I’m hugely proud of all of the work in the Festival, including extraordinary local artists and companies such as Aakash Odedra Company, Metro-Boulot-Dodo, Rachael Young, John Berkavitch, Impulse Collective, Off The Fence, The Gramophones and Maison Foo. The ambition, quality and variety is utterly incredible, and I truly feel the Festival captures an idea of what the future of theatre will be, which feels entirely apt in one of the country’s youngest and most diverse cities

The festival marks the culmination of my first two years at Curve, creating a range of formal mechanisms for engaging with the region’s rich and varied talent, ranging from the establishment of our Associate Artist programme; and the appointment of our first Playwright In Residence; through to our Affiliate Community Groups Programme, which sees Curve host its own in-house breakdancing academy and gospel choir.

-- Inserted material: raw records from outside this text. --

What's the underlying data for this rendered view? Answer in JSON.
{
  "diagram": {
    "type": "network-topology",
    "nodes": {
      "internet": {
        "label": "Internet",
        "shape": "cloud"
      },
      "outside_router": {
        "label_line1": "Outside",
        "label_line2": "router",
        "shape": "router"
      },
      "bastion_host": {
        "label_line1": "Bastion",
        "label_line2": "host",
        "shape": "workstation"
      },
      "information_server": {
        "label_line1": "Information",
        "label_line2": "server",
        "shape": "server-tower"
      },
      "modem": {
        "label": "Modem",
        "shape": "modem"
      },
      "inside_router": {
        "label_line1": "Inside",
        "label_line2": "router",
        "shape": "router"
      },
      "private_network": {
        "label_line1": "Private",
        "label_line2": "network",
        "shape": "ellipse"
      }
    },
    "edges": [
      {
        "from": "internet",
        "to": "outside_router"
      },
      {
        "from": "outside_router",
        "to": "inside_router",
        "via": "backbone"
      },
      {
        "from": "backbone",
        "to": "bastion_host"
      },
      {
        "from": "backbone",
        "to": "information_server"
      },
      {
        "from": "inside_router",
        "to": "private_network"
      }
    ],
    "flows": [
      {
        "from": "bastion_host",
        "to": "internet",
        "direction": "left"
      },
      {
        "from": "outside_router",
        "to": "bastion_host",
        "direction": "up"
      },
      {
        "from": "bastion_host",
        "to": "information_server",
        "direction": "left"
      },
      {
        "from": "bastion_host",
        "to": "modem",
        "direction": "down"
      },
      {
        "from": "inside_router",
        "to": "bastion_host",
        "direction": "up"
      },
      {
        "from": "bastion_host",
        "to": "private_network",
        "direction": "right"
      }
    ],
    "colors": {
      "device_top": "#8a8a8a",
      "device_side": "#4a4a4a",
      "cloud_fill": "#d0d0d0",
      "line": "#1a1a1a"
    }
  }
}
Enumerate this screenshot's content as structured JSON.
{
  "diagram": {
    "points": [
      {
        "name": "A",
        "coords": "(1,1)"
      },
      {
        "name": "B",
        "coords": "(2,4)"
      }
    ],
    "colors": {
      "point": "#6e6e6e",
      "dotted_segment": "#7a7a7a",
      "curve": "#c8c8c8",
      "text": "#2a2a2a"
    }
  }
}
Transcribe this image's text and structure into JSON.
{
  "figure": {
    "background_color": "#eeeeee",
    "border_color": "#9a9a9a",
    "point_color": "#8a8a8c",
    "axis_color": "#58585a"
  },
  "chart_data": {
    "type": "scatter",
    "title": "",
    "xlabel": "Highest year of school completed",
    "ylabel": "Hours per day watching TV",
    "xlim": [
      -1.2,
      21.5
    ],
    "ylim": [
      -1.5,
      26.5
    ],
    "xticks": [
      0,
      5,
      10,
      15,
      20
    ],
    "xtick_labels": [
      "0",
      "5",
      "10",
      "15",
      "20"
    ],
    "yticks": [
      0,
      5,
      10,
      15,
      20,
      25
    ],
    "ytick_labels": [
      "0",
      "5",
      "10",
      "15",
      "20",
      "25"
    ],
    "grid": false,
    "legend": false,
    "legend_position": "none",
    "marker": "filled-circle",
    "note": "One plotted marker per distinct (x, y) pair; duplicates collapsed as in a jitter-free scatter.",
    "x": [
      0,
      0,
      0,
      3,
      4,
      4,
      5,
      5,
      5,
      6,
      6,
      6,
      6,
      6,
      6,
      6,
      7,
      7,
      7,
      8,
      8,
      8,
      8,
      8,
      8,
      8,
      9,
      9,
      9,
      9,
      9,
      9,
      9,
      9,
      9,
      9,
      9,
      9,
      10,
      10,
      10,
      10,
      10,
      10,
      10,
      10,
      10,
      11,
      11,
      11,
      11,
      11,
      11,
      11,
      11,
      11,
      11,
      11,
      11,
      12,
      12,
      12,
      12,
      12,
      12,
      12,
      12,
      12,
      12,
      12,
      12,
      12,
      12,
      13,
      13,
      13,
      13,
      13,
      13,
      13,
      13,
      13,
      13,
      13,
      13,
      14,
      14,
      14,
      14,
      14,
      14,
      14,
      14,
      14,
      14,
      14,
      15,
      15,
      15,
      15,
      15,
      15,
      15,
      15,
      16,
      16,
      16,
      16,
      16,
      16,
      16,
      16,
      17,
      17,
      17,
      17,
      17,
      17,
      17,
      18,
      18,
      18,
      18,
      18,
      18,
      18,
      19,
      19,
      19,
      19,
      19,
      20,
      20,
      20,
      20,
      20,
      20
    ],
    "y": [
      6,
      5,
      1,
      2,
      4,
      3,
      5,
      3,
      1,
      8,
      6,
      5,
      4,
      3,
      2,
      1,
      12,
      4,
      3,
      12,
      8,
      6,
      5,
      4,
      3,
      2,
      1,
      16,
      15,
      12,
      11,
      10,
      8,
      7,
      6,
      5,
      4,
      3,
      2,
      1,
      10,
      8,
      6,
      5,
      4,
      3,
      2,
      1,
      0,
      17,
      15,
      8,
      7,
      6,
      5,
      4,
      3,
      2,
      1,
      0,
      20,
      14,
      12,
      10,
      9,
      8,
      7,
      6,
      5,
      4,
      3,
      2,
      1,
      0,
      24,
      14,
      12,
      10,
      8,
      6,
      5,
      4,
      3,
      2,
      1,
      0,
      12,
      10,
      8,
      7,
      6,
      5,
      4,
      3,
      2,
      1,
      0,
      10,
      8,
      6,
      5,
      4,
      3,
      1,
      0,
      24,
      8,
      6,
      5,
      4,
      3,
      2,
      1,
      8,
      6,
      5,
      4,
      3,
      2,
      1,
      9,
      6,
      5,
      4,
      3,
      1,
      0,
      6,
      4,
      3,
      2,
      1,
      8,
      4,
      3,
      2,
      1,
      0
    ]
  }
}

These new areas of work enabled over 12,000 creative people to engage with Curve in 2013; and have helped bring an additional £500,000 of investment in the arts into the region. And on to the future!

 

State Of The Arts 2012

I’m just back from Manchester, where I had the absolute honour to appear in the launch film for State Of The Arts, Arts Council England’s major international conference on the role of the artist in a changing society. Quite someting for Valentine’s Day. On which note Dame Liz Forgan, Chair of the Arts Council, introduced Ed Vaizey as ‘our national Valentine’, which prompted quite a response.

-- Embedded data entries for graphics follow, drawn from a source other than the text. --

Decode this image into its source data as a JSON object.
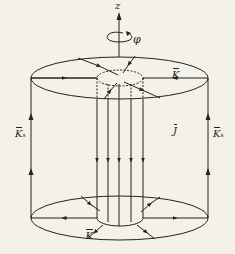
{
  "diagram": {
    "axis_label": "z",
    "rotation_label": "φ",
    "surface_current_top_label": "K",
    "surface_current_bottom_label": "K",
    "volume_current_label": "J",
    "side_current_left_label": "K",
    "side_current_left_subscript": "s",
    "side_current_right_label": "K",
    "side_current_right_subscript": "s",
    "colors": {
      "stroke": "#222222",
      "background": "#f4f1e8"
    }
  }
}
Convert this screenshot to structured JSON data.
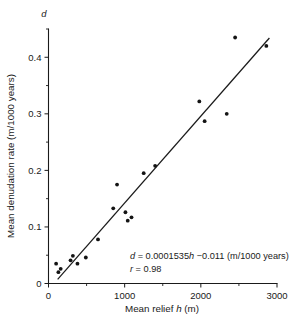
{
  "chart_data": {
    "type": "scatter",
    "title": "",
    "xlabel": "Mean relief h (m)",
    "ylabel": "Mean denudation rate (m/1000 years)",
    "y_axis_symbol": "d",
    "x_symbol": "h",
    "xlim": [
      0,
      3000
    ],
    "ylim": [
      0,
      0.45
    ],
    "grid": false,
    "legend": "none",
    "xticks": [
      0,
      1000,
      2000,
      3000
    ],
    "xtick_labels": [
      "0",
      "1000",
      "2000",
      "3000"
    ],
    "xticks_minor": [
      500,
      1500,
      2500
    ],
    "yticks": [
      0,
      0.1,
      0.2,
      0.3,
      0.4
    ],
    "ytick_labels": [
      "0",
      "0.1",
      "0.2",
      "0.3",
      "0.4"
    ],
    "yticks_minor": [
      0.05,
      0.15,
      0.25,
      0.35,
      0.45
    ],
    "points": [
      {
        "x": 100,
        "y": 0.035
      },
      {
        "x": 130,
        "y": 0.02
      },
      {
        "x": 160,
        "y": 0.026
      },
      {
        "x": 290,
        "y": 0.041
      },
      {
        "x": 320,
        "y": 0.049
      },
      {
        "x": 380,
        "y": 0.035
      },
      {
        "x": 490,
        "y": 0.046
      },
      {
        "x": 650,
        "y": 0.078
      },
      {
        "x": 850,
        "y": 0.133
      },
      {
        "x": 900,
        "y": 0.175
      },
      {
        "x": 1010,
        "y": 0.126
      },
      {
        "x": 1040,
        "y": 0.111
      },
      {
        "x": 1090,
        "y": 0.117
      },
      {
        "x": 1250,
        "y": 0.195
      },
      {
        "x": 1400,
        "y": 0.208
      },
      {
        "x": 1980,
        "y": 0.322
      },
      {
        "x": 2050,
        "y": 0.287
      },
      {
        "x": 2340,
        "y": 0.3
      },
      {
        "x": 2450,
        "y": 0.435
      },
      {
        "x": 2860,
        "y": 0.42
      }
    ],
    "fit": {
      "slope": 0.0001535,
      "intercept": -0.011,
      "x_start": 120,
      "x_end": 2900,
      "equation": "d = 0.0001535h −0.011 (m/1000 years)",
      "correlation": "r = 0.98"
    },
    "series_color": "#141414",
    "line_color": "#1a1a1a"
  },
  "axis": {
    "x_tick_0": "0",
    "x_tick_1": "1000",
    "x_tick_2": "2000",
    "x_tick_3": "3000",
    "y_tick_0": "0",
    "y_tick_1": "0.1",
    "y_tick_2": "0.2",
    "y_tick_3": "0.3",
    "y_tick_4": "0.4",
    "x_title": "Mean relief h (m)",
    "y_title": "Mean denudation rate (m/1000 years)",
    "top_symbol": "d"
  },
  "annotation": {
    "equation": "d = 0.0001535h −0.011 (m/1000 years)",
    "r_value": "r = 0.98"
  }
}
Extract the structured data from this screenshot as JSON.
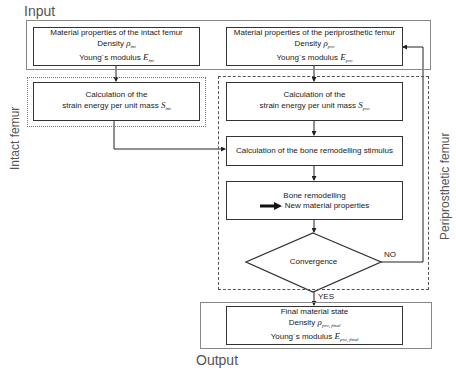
{
  "regions": {
    "input_label": "Input",
    "output_label": "Output",
    "intact_label": "Intact femur",
    "periprosthetic_label": "Periprosthetic femur"
  },
  "boxes": {
    "intact_props": {
      "title": "Material properties of the intact femur",
      "density_label": "Density",
      "density_symbol": "ρ",
      "density_sub": "int",
      "modulus_label": "Young´s modulus",
      "modulus_symbol": "E",
      "modulus_sub": "int"
    },
    "peri_props": {
      "title": "Material properties of the periprosthetic femur",
      "density_label": "Density",
      "density_symbol": "ρ",
      "density_sub": "pro",
      "modulus_label": "Young´s modulus",
      "modulus_symbol": "E",
      "modulus_sub": "pro"
    },
    "intact_strain": {
      "line1": "Calculation of the",
      "line2": "strain energy per unit mass",
      "symbol": "S",
      "sub": "int"
    },
    "peri_strain": {
      "line1": "Calculation of the",
      "line2": "strain energy per unit mass",
      "symbol": "S",
      "sub": "pro"
    },
    "stimulus": {
      "text": "Calculation of the bone remodelling stimulus"
    },
    "remodelling": {
      "line1": "Bone remodelling",
      "line2": "New material properties",
      "arrow_icon": "thick-right-arrow"
    },
    "convergence": {
      "text": "Convergence"
    },
    "final": {
      "title": "Final material state",
      "density_label": "Density",
      "density_symbol": "ρ",
      "density_sub": "pro, final",
      "modulus_label": "Young´s modulus",
      "modulus_symbol": "E",
      "modulus_sub": "pro, final"
    }
  },
  "edges": {
    "yes_label": "YES",
    "no_label": "NO"
  }
}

Chaired by Kirsty Wark at The Lowry, Salford Quays, the conference featured contributions by David Edgar, Ruth Mackenzie, Baba Israel and Arlene Phillips amongst many others. Events around the conference included a lecture by the colossus that is Robert Wilson.

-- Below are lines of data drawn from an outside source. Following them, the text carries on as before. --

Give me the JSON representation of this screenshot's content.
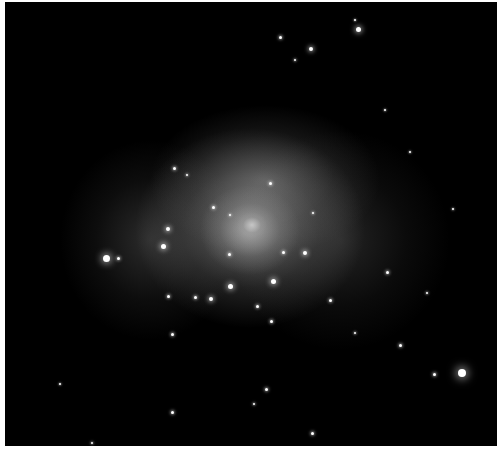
{
  "image": {
    "description": "Deep-field grayscale astronomical image of a galaxy cluster with diffuse bright glow around a central galaxy",
    "background_color": "#000000",
    "glow_color": "#b4b4b4",
    "core_color": "#ffffff"
  },
  "glows": [
    {
      "x": 250,
      "y": 228,
      "w": 230,
      "h": 200,
      "o": 0.55
    },
    {
      "x": 265,
      "y": 180,
      "w": 230,
      "h": 150,
      "o": 0.35
    },
    {
      "x": 150,
      "y": 240,
      "w": 180,
      "h": 200,
      "o": 0.22
    },
    {
      "x": 340,
      "y": 240,
      "w": 220,
      "h": 220,
      "o": 0.18
    },
    {
      "x": 250,
      "y": 230,
      "w": 100,
      "h": 90,
      "o": 0.6
    },
    {
      "x": 252,
      "y": 225,
      "w": 30,
      "h": 26,
      "o": 0.95
    }
  ],
  "stars": [
    {
      "x": 358,
      "y": 29,
      "r": 2.5
    },
    {
      "x": 355,
      "y": 20,
      "r": 1
    },
    {
      "x": 280,
      "y": 37,
      "r": 1.5
    },
    {
      "x": 311,
      "y": 49,
      "r": 2
    },
    {
      "x": 295,
      "y": 60,
      "r": 1.2
    },
    {
      "x": 106,
      "y": 258,
      "r": 3.5
    },
    {
      "x": 118,
      "y": 258,
      "r": 1.5
    },
    {
      "x": 462,
      "y": 373,
      "r": 4
    },
    {
      "x": 434,
      "y": 374,
      "r": 1.5
    },
    {
      "x": 230,
      "y": 286,
      "r": 2.5
    },
    {
      "x": 273,
      "y": 281,
      "r": 2.5
    },
    {
      "x": 211,
      "y": 299,
      "r": 2
    },
    {
      "x": 195,
      "y": 297,
      "r": 1.5
    },
    {
      "x": 168,
      "y": 296,
      "r": 1.5
    },
    {
      "x": 257,
      "y": 306,
      "r": 1.5
    },
    {
      "x": 271,
      "y": 321,
      "r": 1.5
    },
    {
      "x": 163,
      "y": 246,
      "r": 2.5
    },
    {
      "x": 168,
      "y": 229,
      "r": 2
    },
    {
      "x": 213,
      "y": 207,
      "r": 1.5
    },
    {
      "x": 229,
      "y": 254,
      "r": 1.5
    },
    {
      "x": 283,
      "y": 252,
      "r": 1.5
    },
    {
      "x": 305,
      "y": 253,
      "r": 2
    },
    {
      "x": 270,
      "y": 183,
      "r": 1.5
    },
    {
      "x": 230,
      "y": 215,
      "r": 1.2
    },
    {
      "x": 313,
      "y": 213,
      "r": 1.2
    },
    {
      "x": 174,
      "y": 168,
      "r": 1.5
    },
    {
      "x": 187,
      "y": 175,
      "r": 1.2
    },
    {
      "x": 387,
      "y": 272,
      "r": 1.5
    },
    {
      "x": 400,
      "y": 345,
      "r": 1.5
    },
    {
      "x": 330,
      "y": 300,
      "r": 1.5
    },
    {
      "x": 172,
      "y": 334,
      "r": 1.5
    },
    {
      "x": 266,
      "y": 389,
      "r": 1.5
    },
    {
      "x": 254,
      "y": 404,
      "r": 1.2
    },
    {
      "x": 312,
      "y": 433,
      "r": 1.5
    },
    {
      "x": 172,
      "y": 412,
      "r": 1.5
    },
    {
      "x": 92,
      "y": 443,
      "r": 1.2
    },
    {
      "x": 427,
      "y": 293,
      "r": 1.2
    },
    {
      "x": 410,
      "y": 152,
      "r": 1
    },
    {
      "x": 453,
      "y": 209,
      "r": 1
    },
    {
      "x": 385,
      "y": 110,
      "r": 1
    },
    {
      "x": 60,
      "y": 384,
      "r": 1
    },
    {
      "x": 355,
      "y": 333,
      "r": 1.2
    }
  ]
}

In the launch film ‘What Matters?’, directed and directed by Straybird (aka Becky Edmunds and Lucy Cash), nine artists were invited to reflect on the role of their art in the world. I was profiled alongside Jeanette Winterson, Hofesh Shechter, Anthony Missen and Kevin Turner of Company Chameleon, Zarina Bhimji, Vasily Petrenko (Conductor of the Royal Liverpool Philharmonic Orchestra), Mark Murphy and Sarah Wigglesworth.